Well, in 2013, Apple has this political awakening period where Xi Jinping comes in, comes, comes in power and there’s sort of a new sheriff in town, uh, mentality. And Apple sort of learns to, uh, speak the local language and ingratiate itself with provincial and federal officials. It’s also the same year that they decide to start buying back their shares. And as viewers might know, they buy about $100 billion worth of their own shares each year, an absurd amount of money equivalent to the top six or seven street, uh, Wall Street banks in terms of how much they spend on buybacks. If Apple instead decided to build resiliency into their supply chain, and was spending half of that figure on building resiliency in places like India, perhaps in places like Mexico, I mean, you could have had the consolidation that they’re claiming to do now into India 12, 13 years ago. And actually Apple would be in a great position now. So this is where things get a little bit personal because, you know, if Tim Cook is the guy, the buck stops with him for building the world’s most sophisticated supply chain. Great. I give Tim Cook all the credit for that.
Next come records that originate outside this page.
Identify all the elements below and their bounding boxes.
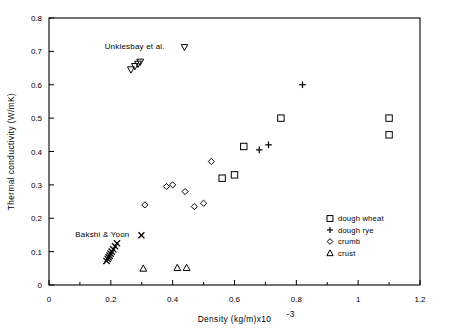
marker-square (386, 115, 392, 121)
y-tick-label: 0.4 (31, 148, 43, 157)
data-point (241, 143, 247, 149)
marker-triangle (174, 264, 181, 270)
y-tick-label: 0.2 (31, 214, 43, 223)
legend-marker-diamond (327, 239, 333, 245)
marker-diamond (142, 202, 148, 208)
y-tick-label: 0.3 (31, 181, 43, 190)
data-point (386, 132, 392, 138)
data-point (191, 203, 197, 209)
y-tick-label: 0.5 (31, 114, 43, 123)
y-tick-label: 0.8 (31, 14, 43, 23)
legend-label: dough wheat (338, 214, 384, 223)
data-point (231, 172, 237, 178)
data-point (183, 264, 190, 270)
plot-frame (49, 18, 420, 285)
x-axis-title: Density (kg/m)x10 (198, 314, 272, 324)
data-point (265, 142, 272, 149)
x-tick-label: 0.6 (229, 295, 241, 304)
data-point (219, 175, 225, 181)
legend: dough wheatdough ryecrumbcrust (327, 214, 385, 258)
data-point (142, 202, 148, 208)
data-point (278, 115, 284, 121)
series-dough-rye (256, 81, 306, 153)
x-tick-label: 1.2 (414, 295, 426, 304)
series-bakshi-yoon (103, 240, 120, 264)
annotation-label: Unklesbay et al. (105, 42, 165, 51)
x-axis-title-exponent: -3 (287, 309, 295, 319)
y-tick-label: 0 (38, 281, 43, 290)
data-point (140, 265, 147, 271)
marker-triangle (140, 265, 147, 271)
marker-triangle (183, 264, 190, 270)
marker-square (231, 172, 237, 178)
marker-diamond (182, 188, 188, 194)
marker-square (278, 115, 284, 121)
scatter-plot-figure: 00.20.40.60.811.200.10.20.30.40.50.60.70… (0, 0, 450, 331)
legend-marker-triangle (327, 250, 333, 256)
legend-label: crust (338, 249, 356, 258)
data-point (386, 115, 392, 121)
plot-canvas: 00.20.40.60.811.200.10.20.30.40.50.60.70… (0, 0, 450, 331)
series-dough-wheat (219, 115, 392, 181)
data-point (299, 81, 306, 88)
marker-diamond (191, 203, 197, 209)
marker-diamond (200, 200, 206, 206)
annotation-marker (181, 45, 187, 51)
y-tick-label: 0.6 (31, 81, 43, 90)
series-unklesbay-et-al (128, 59, 144, 73)
annotation-marker (138, 232, 144, 238)
y-axis-title: Thermal conductivity (W/mK) (6, 93, 16, 210)
y-tick-label: 0.1 (31, 248, 43, 257)
marker-diamond (208, 158, 214, 164)
data-point (256, 147, 263, 154)
marker-down-triangle (181, 45, 187, 51)
marker-diamond (170, 182, 176, 188)
x-tick-label: 0 (47, 295, 52, 304)
marker-triangle (327, 250, 333, 256)
x-tick-label: 0.8 (291, 295, 303, 304)
y-tick-label: 0.7 (31, 47, 43, 56)
marker-diamond (327, 239, 333, 245)
x-tick-label: 0.2 (105, 295, 117, 304)
legend-marker-square (327, 216, 333, 222)
marker-diamond (163, 183, 169, 189)
data-point (182, 188, 188, 194)
series-crust (140, 264, 190, 271)
marker-square (327, 216, 333, 222)
data-point (200, 200, 206, 206)
annotation-label: Bakshi & Yoon (75, 230, 129, 239)
data-point (114, 240, 120, 246)
x-tick-label: 1 (356, 295, 361, 304)
series-crumb (142, 158, 215, 209)
data-point (174, 264, 181, 270)
marker-square (386, 132, 392, 138)
marker-square (219, 175, 225, 181)
legend-marker-plus (327, 227, 333, 233)
legend-label: crumb (338, 237, 360, 246)
data-point (170, 182, 176, 188)
data-point (163, 183, 169, 189)
data-point (208, 158, 214, 164)
legend-label: dough rye (338, 226, 374, 235)
x-tick-label: 0.4 (167, 295, 179, 304)
marker-square (241, 143, 247, 149)
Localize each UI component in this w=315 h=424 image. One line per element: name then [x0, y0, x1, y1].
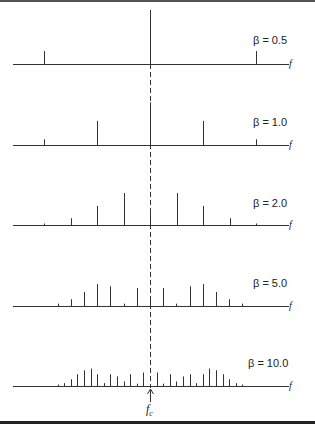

But if the problem is that he put all his eggs in one basket and then continue to double down as that basket reveals itself to be an authoritarian surveillance state, the buck still stops with Tim Cook.

06:12 Speaker A

If you’re aware of this issue, Patrick, and it was this kind of existential issue, then Cook would be aware of this issue. Um, and I was talking to an Apple analyst and I asked him why he’s still bullish long-term. And he said, you know, I agree there’s these sort of issues, and one of them is supply chain, he brought up. But I said, why are you still bullish then? And he said, because of the install base. And I think they have an install base like no other. They have fans all over the world, billions of devices, and they’re loyal and they’re locked in. His point being that Apple is unique in that sense, in that Cook and Company have time, years as he put it, to figure out some of these issues unlike other rivals and peers. What do you, what do you make of that argument?

07:12 Patrick McGee

So first of all, I agree with all of that. And where this story came from was that as a reporter, I got uncomfortably bullish about Apple in 2022 because I was looking at the sort of steady accretion from Android to iOS. And particularly generationally, like our generation is 50/50 Android to, to, uh, iOS. The next generation in America is nine out of 10 high schoolers have an iPhone, right? And the blue bubble lock-in and everything like that is testament to how the company can continue growing. So in that sense, I’m massively bullish on it.

07:45 Speaker A

Did you work with Apple on this? Did they participate?

07:49 Patrick McGee

No, not at all. I’m, I’m very familiar on a first-name basis with lots of Apple PR people. I would compare them to intelligence agents to a foreign country. They exist to extract information. They are not there to help you. They are there to pretend to help you. And so I couldn’t give them the window that you usually, like, as a reporter, you give Apple 48 hours, you give them 72 hours. You say, here are the claims, no surprise policy. This is what I’m going to do. I submitted this manuscript before, obviously, some revisions, last September. I could not give Apple eight months to get their ducks in a row to respond, to build a smear campaign, whatever it is they’re going to do. That, it was just untenable. And I spoke to other authors who wrote Apple books and they said, you know, Apple stonewalls or not very helpful. And I didn’t really even need to be told that. I already knew that.